Campaigning for Tunisia’s presidential election has kicked off with 27 candidates including the outgoing head of state, Moncef Marzouki.
The candidates started their campaigning on Saturday. The election is scheduled to be held on November 23.
Beji Caid Essebsi, leader of Tunisia’s Nidaa Tounes Party, Slim Riahi, an entrepreneur who owns Club Africain, one of the two major football teams in Tunis, Hamma Hammami, a leftist figurehead and virulent critic of the country’s former dictator, Zine el-Abidine Bin Ali, and his last foreign minister Kamel Morjane are among prominent contenders for the election.

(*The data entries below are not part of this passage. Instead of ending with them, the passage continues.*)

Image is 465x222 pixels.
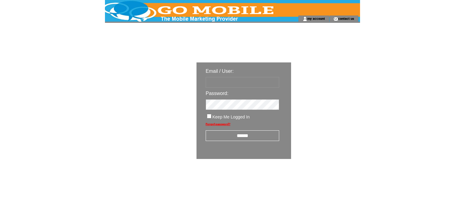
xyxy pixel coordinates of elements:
[212,115,249,120] span: Keep Me Logged In
[333,16,338,21] img: contact_us_icon.gif
[206,69,234,74] span: Email / User:
[309,174,339,182] img: transparent.png
[206,91,228,96] span: Password:
[338,16,354,20] a: contact us
[303,16,307,21] img: account_icon.gif
[307,16,325,20] a: my account
[206,123,230,126] a: Forgot password?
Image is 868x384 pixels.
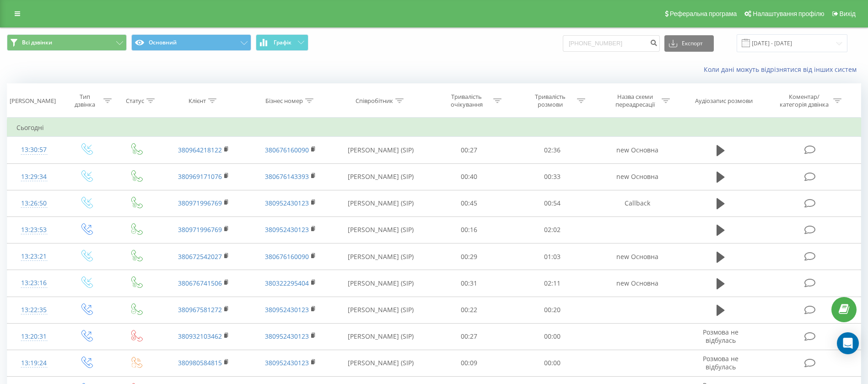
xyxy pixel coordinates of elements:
div: Статус [126,97,144,105]
td: [PERSON_NAME] (SIP) [334,190,427,217]
div: Аудіозапис розмови [695,97,752,105]
a: Коли дані можуть відрізнятися вiд інших систем [704,65,861,74]
td: 00:40 [427,163,511,190]
div: Тривалість очікування [442,93,491,109]
div: 13:23:53 [16,221,51,239]
div: Тип дзвінка [68,93,101,109]
span: Налаштування профілю [752,10,824,17]
td: 02:11 [511,270,594,297]
div: 13:26:50 [16,194,51,212]
div: 13:30:57 [16,141,51,159]
div: Співробітник [355,97,393,105]
td: [PERSON_NAME] (SIP) [334,350,427,376]
td: 00:22 [427,297,511,323]
td: Сьогодні [7,119,861,137]
button: Всі дзвінки [7,34,126,51]
button: Графік [256,34,308,51]
div: 13:29:34 [16,168,51,186]
td: 01:03 [511,244,594,270]
div: Бізнес номер [266,97,303,105]
div: 13:23:16 [16,274,51,292]
a: 380932103462 [178,332,222,341]
div: 13:20:31 [16,328,51,346]
div: Коментар/категорія дзвінка [777,93,831,109]
a: 380967581272 [178,305,222,314]
td: [PERSON_NAME] (SIP) [334,137,427,163]
td: 00:00 [511,323,594,350]
td: [PERSON_NAME] (SIP) [334,244,427,270]
input: Пошук за номером [563,35,660,52]
div: Тривалість розмови [526,93,575,109]
td: [PERSON_NAME] (SIP) [334,163,427,190]
a: 380980584815 [178,359,222,367]
td: 00:45 [427,190,511,217]
span: Вихід [839,10,855,17]
span: Графік [273,40,291,46]
button: Експорт [664,35,714,52]
td: 00:27 [427,323,511,350]
div: 13:22:35 [16,301,51,319]
span: Реферальна програма [670,10,737,17]
td: new Основна [594,270,680,297]
a: 380952430123 [265,226,309,234]
div: [PERSON_NAME] [10,97,56,105]
a: 380952430123 [265,305,309,314]
td: 00:33 [511,163,594,190]
td: 02:02 [511,217,594,243]
td: [PERSON_NAME] (SIP) [334,217,427,243]
a: 380676741506 [178,279,222,287]
a: 380322295404 [265,279,309,287]
a: 380676143393 [265,172,309,181]
td: 00:29 [427,244,511,270]
td: new Основна [594,137,680,163]
td: new Основна [594,163,680,190]
a: 380971996769 [178,226,222,234]
a: 380964218122 [178,146,222,154]
td: 02:36 [511,137,594,163]
td: [PERSON_NAME] (SIP) [334,270,427,297]
a: 380969171076 [178,172,222,181]
td: Callback [594,190,680,217]
div: 13:19:24 [16,355,51,372]
div: Клієнт [188,97,206,105]
div: Open Intercom Messenger [837,332,859,355]
div: Назва схеми переадресації [610,93,659,109]
td: 00:09 [427,350,511,376]
a: 380676160090 [265,146,309,154]
td: 00:31 [427,270,511,297]
td: new Основна [594,244,680,270]
td: 00:20 [511,297,594,323]
td: 00:00 [511,350,594,376]
td: [PERSON_NAME] (SIP) [334,297,427,323]
a: 380676160090 [265,253,309,261]
span: Розмова не відбулась [703,328,739,345]
div: 13:23:21 [16,248,51,266]
td: 00:16 [427,217,511,243]
a: 380971996769 [178,199,222,208]
a: 380952430123 [265,359,309,367]
td: 00:27 [427,137,511,163]
td: [PERSON_NAME] (SIP) [334,323,427,350]
button: Основний [131,34,251,51]
a: 380952430123 [265,199,309,208]
td: 00:54 [511,190,594,217]
span: Розмова не відбулась [703,355,739,371]
a: 380672542027 [178,253,222,261]
span: Всі дзвінки [22,39,52,46]
a: 380952430123 [265,332,309,341]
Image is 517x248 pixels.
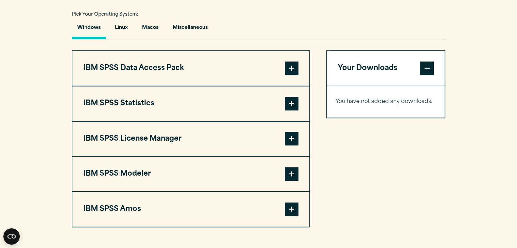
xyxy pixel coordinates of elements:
span: Pick Your Operating System: [72,12,138,17]
button: Windows [72,20,106,39]
button: IBM SPSS Modeler [72,157,310,192]
p: You have not added any downloads. [336,97,437,107]
button: IBM SPSS License Manager [72,122,310,156]
button: Linux [110,20,133,39]
button: Your Downloads [327,51,445,86]
button: Open CMP widget [3,229,20,245]
button: Miscellaneous [167,20,213,39]
button: IBM SPSS Statistics [72,86,310,121]
button: Macos [137,20,164,39]
div: Your Downloads [327,86,445,118]
button: IBM SPSS Data Access Pack [72,51,310,86]
button: IBM SPSS Amos [72,192,310,227]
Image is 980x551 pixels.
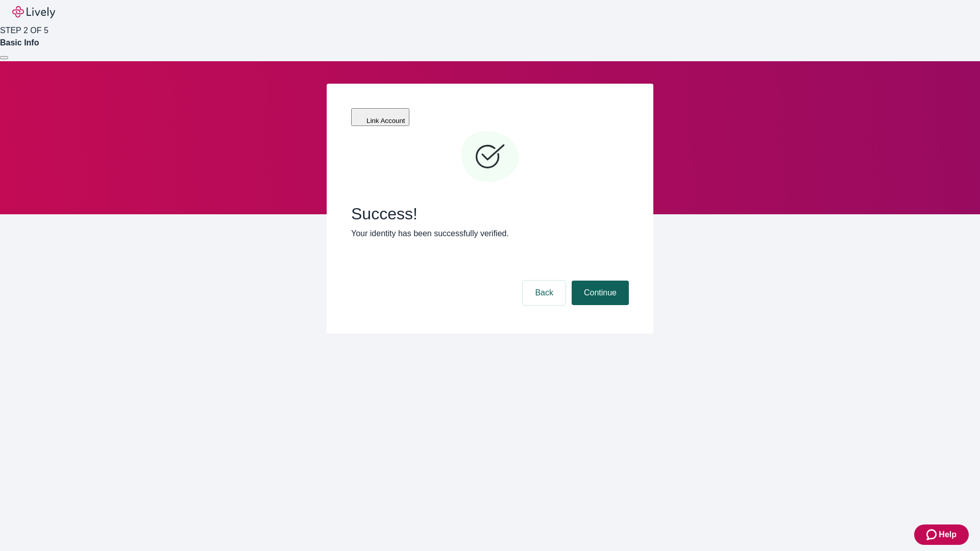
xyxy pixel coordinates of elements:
svg: Zendesk support icon [927,529,939,541]
span: Success! [351,205,629,223]
svg: Checkmark icon [459,126,521,188]
button: Continue [572,281,629,305]
button: Link Account [351,108,409,126]
img: Lively [12,6,55,18]
span: Help [939,529,956,541]
button: Zendesk support iconHelp [915,524,969,545]
p: Your identity has been successfully verified. [351,227,629,240]
button: Back [523,281,565,305]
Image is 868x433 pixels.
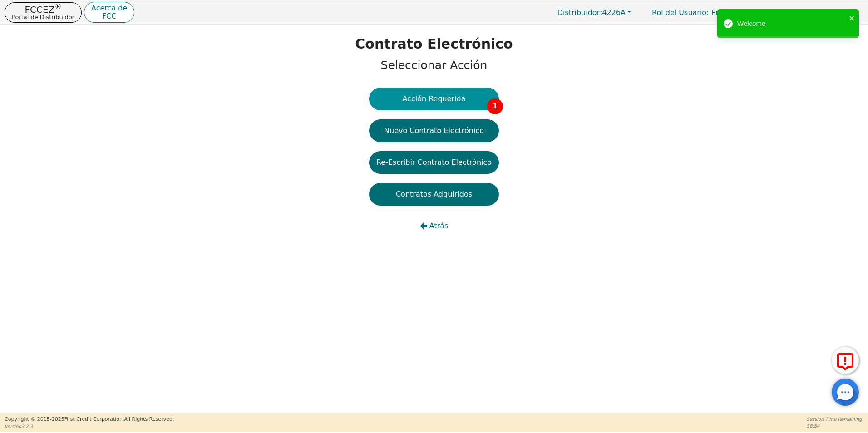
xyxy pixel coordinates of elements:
p: Session Time Remaining: [806,416,863,422]
div: Welcome [737,19,846,29]
span: Rol del Usuario : [651,8,708,16]
p: 58:54 [806,422,863,429]
button: Contratos Adquiridos [369,183,499,206]
button: 4226A:[PERSON_NAME] [752,5,863,20]
p: Copyright © 2015- 2025 First Credit Corporation. [5,416,174,423]
p: Seleccionar Acción [355,57,512,74]
button: Acción Requerida1 [369,88,499,110]
p: FCC [91,13,127,20]
span: 4226A [558,8,626,16]
span: Distribuidor: [558,8,602,16]
button: Distribuidor:4226A [547,5,640,20]
sup: ® [55,2,61,11]
button: Acerca deFCC [84,2,135,23]
h1: Contrato Electrónico [355,36,512,52]
button: Reportar Error a FCC [831,346,859,374]
span: Atrás [429,220,448,231]
button: Re-Escribir Contrato Electrónico [369,151,499,174]
a: Rol del Usuario: Primario [643,4,750,21]
button: close [848,13,855,23]
span: All Rights Reserved. [124,416,174,422]
button: Atrás [369,214,499,237]
p: Acerca de [91,5,127,12]
button: Nuevo Contrato Electrónico [369,120,499,142]
span: 1 [487,98,503,114]
button: FCCEZ®Portal de Distribuidor [5,2,81,23]
p: Primario [643,4,750,21]
p: FCCEZ [12,5,74,14]
p: Portal de Distribuidor [12,14,74,20]
p: Version 3.2.3 [5,423,174,430]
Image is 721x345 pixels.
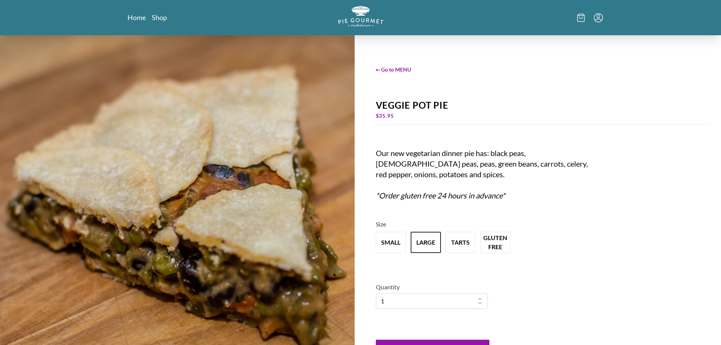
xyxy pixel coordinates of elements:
div: $ 35.95 [376,111,712,121]
span: ← Go to MENU [376,65,712,73]
a: Home [128,13,146,22]
img: logo [338,6,383,27]
button: Menu [594,13,603,22]
button: Variant Swatch [446,232,476,253]
em: *Order gluten free 24 hours in advance* [376,191,505,200]
button: Variant Swatch [480,232,511,253]
button: Variant Swatch [376,232,406,253]
a: Logo [338,6,383,29]
button: Variant Swatch [411,232,441,253]
a: Shop [152,13,167,22]
div: Veggie Pot Pie [376,100,712,111]
span: Quantity [376,283,400,290]
div: Our new vegetarian dinner pie has: black peas, [DEMOGRAPHIC_DATA] peas, peas, green beans, carrot... [376,148,594,201]
span: Size [376,220,386,228]
select: Quantity [376,293,488,309]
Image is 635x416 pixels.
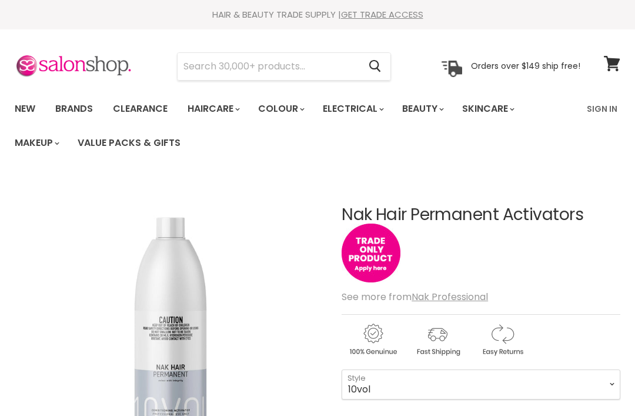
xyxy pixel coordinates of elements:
[453,96,522,121] a: Skincare
[6,131,66,155] a: Makeup
[314,96,391,121] a: Electrical
[471,322,533,358] img: returns.gif
[342,206,621,224] h1: Nak Hair Permanent Activators
[177,52,391,81] form: Product
[104,96,176,121] a: Clearance
[580,96,625,121] a: Sign In
[69,131,189,155] a: Value Packs & Gifts
[471,61,581,71] p: Orders over $149 ship free!
[342,322,404,358] img: genuine.gif
[6,92,580,160] ul: Main menu
[393,96,451,121] a: Beauty
[342,290,488,303] span: See more from
[249,96,312,121] a: Colour
[6,96,44,121] a: New
[359,53,391,80] button: Search
[178,53,359,80] input: Search
[341,8,423,21] a: GET TRADE ACCESS
[46,96,102,121] a: Brands
[342,224,401,282] img: tradeonly_small.jpg
[406,322,469,358] img: shipping.gif
[179,96,247,121] a: Haircare
[412,290,488,303] a: Nak Professional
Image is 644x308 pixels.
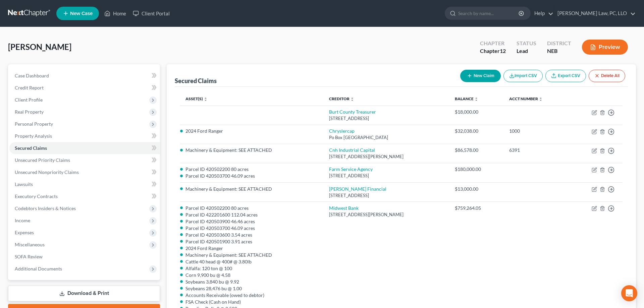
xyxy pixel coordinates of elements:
div: [STREET_ADDRESS] [329,173,444,179]
span: Property Analysis [15,133,52,139]
div: NEB [547,47,571,55]
div: $13,000.00 [455,186,499,192]
span: Miscellaneous [15,242,45,247]
a: Burt County Treasurer [329,109,376,115]
span: 12 [500,47,506,54]
div: $86,578.00 [455,147,499,154]
li: Machinery & Equipment: SEE ATTACHED [186,251,318,258]
a: Home [101,7,129,19]
a: Case Dashboard [10,70,160,82]
a: Acct Number unfold_more [509,96,543,101]
span: Executory Contracts [15,193,58,199]
div: [STREET_ADDRESS] [329,115,444,122]
a: Midwest Bank [329,205,358,211]
li: Machinery & Equipment: SEE ATTACHED [186,147,318,154]
a: Credit Report [10,82,160,94]
li: Parcel ID 420502200 80 acres [186,166,318,173]
span: Client Profile [15,97,43,102]
div: Status [517,40,537,47]
i: unfold_more [204,97,208,101]
span: [PERSON_NAME] [8,42,72,52]
span: Income [15,218,30,223]
a: Farm Service Agency [329,166,373,172]
a: Unsecured Priority Claims [10,154,160,166]
li: Parcel ID 420501900 3.91 acres [186,238,318,245]
a: Property Analysis [10,130,160,142]
div: $18,000.00 [455,109,499,115]
a: Download & Print [8,285,160,301]
li: Cattle 40 head @ 400# @ 3.80lb [186,258,318,265]
button: New Claim [460,70,501,82]
div: 1000 [509,128,564,134]
li: FSA Check (Cash on Hand) [186,299,318,305]
a: Client Portal [129,7,173,19]
li: Alfalfa: 120 ton @ 100 [186,265,318,272]
a: Help [531,7,553,19]
div: $180,000.00 [455,166,499,173]
div: [STREET_ADDRESS][PERSON_NAME] [329,211,444,218]
div: $32,038.00 [455,128,499,134]
a: [PERSON_NAME] Law, PC, LLO [554,7,636,19]
div: Secured Claims [175,77,217,85]
div: 6391 [509,147,564,154]
li: Soybeans 3,840 bu @ 9.92 [186,278,318,285]
a: Balance unfold_more [455,96,478,101]
li: Parcel ID 420503700 46.09 acres [186,225,318,232]
span: Expenses [15,230,34,235]
li: Accounts Receivable (owed to debtor) [186,292,318,299]
li: Corn 9,900 bu @ 4.58 [186,272,318,278]
div: Lead [517,47,537,55]
li: Parcel ID 420502200 80 acres [186,205,318,211]
a: Creditor unfold_more [329,96,354,101]
i: unfold_more [539,97,543,101]
div: Po Box [GEOGRAPHIC_DATA] [329,134,444,141]
button: Delete All [589,70,625,82]
i: unfold_more [474,97,478,101]
span: Credit Report [15,85,43,90]
div: [STREET_ADDRESS] [329,192,444,199]
span: Case Dashboard [15,73,49,78]
a: Export CSV [545,70,586,82]
span: Secured Claims [15,145,47,151]
a: Executory Contracts [10,190,160,202]
li: 2024 Ford Ranger [186,128,318,134]
a: Chryslercap [329,128,355,134]
span: SOFA Review [15,254,43,259]
span: Unsecured Nonpriority Claims [15,169,79,175]
li: Parcel ID 420503600 3.54 acres [186,232,318,238]
span: Codebtors Insiders & Notices [15,205,76,211]
li: Parcel ID 420503700 46.09 acres [186,173,318,179]
a: Asset(s) unfold_more [186,96,208,101]
i: unfold_more [350,97,354,101]
a: SOFA Review [10,251,160,263]
div: Open Intercom Messenger [621,285,637,301]
a: Cnh Industrial Capital [329,147,375,153]
button: Import CSV [503,70,543,82]
span: Personal Property [15,121,53,127]
a: Secured Claims [10,142,160,154]
span: Unsecured Priority Claims [15,157,70,163]
a: Unsecured Nonpriority Claims [10,166,160,178]
li: Machinery & Equipment: SEE ATTACHED [186,186,318,192]
div: Chapter [480,47,506,55]
span: Real Property [15,109,43,115]
li: Parcel ID 422201600 112.04 acres [186,211,318,218]
span: Additional Documents [15,265,62,271]
li: Parcel ID 420503900 46.46 acres [186,218,318,225]
div: District [547,40,571,47]
a: Lawsuits [10,178,160,190]
input: Search by name... [458,7,520,19]
button: Preview [582,40,628,54]
li: Soybeans 28,476 bu @ 1.00 [186,285,318,292]
div: $759,264.05 [455,205,499,211]
div: [STREET_ADDRESS][PERSON_NAME] [329,154,444,160]
span: Lawsuits [15,181,33,187]
div: Chapter [480,40,506,47]
span: New Case [70,11,93,16]
li: 2024 Ford Ranger [186,245,318,251]
a: [PERSON_NAME] Financial [329,186,386,192]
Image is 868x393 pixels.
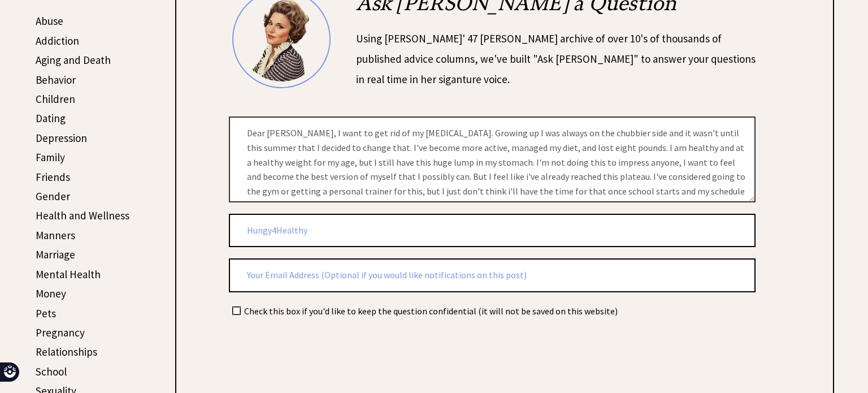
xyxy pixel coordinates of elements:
a: Marriage [35,248,75,261]
a: Friends [35,170,70,184]
a: Gender [35,189,70,203]
a: Children [35,92,75,106]
a: Dating [35,112,66,125]
a: School [35,365,67,379]
input: Your Email Address (Optional if you would like notifications on this post) [229,259,755,292]
a: Relationships [35,345,97,359]
input: Your Name or Nickname (Optional) [229,214,755,248]
a: Pregnancy [35,326,85,339]
a: Manners [35,228,75,242]
a: Mental Health [35,268,101,281]
a: Pets [35,307,56,320]
a: Behavior [35,73,76,86]
a: Aging and Death [35,53,111,67]
a: Health and Wellness [35,209,129,223]
a: Money [35,287,66,300]
a: Depression [35,131,87,145]
a: Addiction [35,34,79,47]
a: Family [35,150,65,164]
iframe: reCAPTCHA [229,331,401,375]
div: Using [PERSON_NAME]' 47 [PERSON_NAME] archive of over 10's of thousands of published advice colum... [356,28,761,89]
td: Check this box if you'd like to keep the question confidential (it will not be saved on this webs... [243,305,618,317]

Kalthoum Kannou, a magistrate, is also the only female candidate. She was a stalwart opponent of Ben Ali’s regime, which tried to silence her.
Nidaa Tounes secured 85 seats in Tunisia’s new 217-member parliament after the October 26 elections, while Ennahda Party won 69 seats.
“Candidates from Ennahda or Nidaa Tounes will certainly win the election. The remaining 25 candidates lack their financial and political support. It’s a lost cause as the battle is between those two parties,” political analyst Rachid Jarray told Press TV.
Nearly four years into the popular uprising that toppled Ben Ali, Tunisians hope for the establishment of stability in the country.
Tunisia had just two presidents between independence from France in 1956 and the 2011 revolution, namely Habib Bourguiba, known as the father of independence, and Ben Ali, who overthrew him in 1987.
Ben Ali himself fled to Saudi Arabia on January 14, 2011.
Tunisia’s new constitution, adopted in January, has limited the presidential powers, with most executive power resting with the prime minister from the parliamentary majority.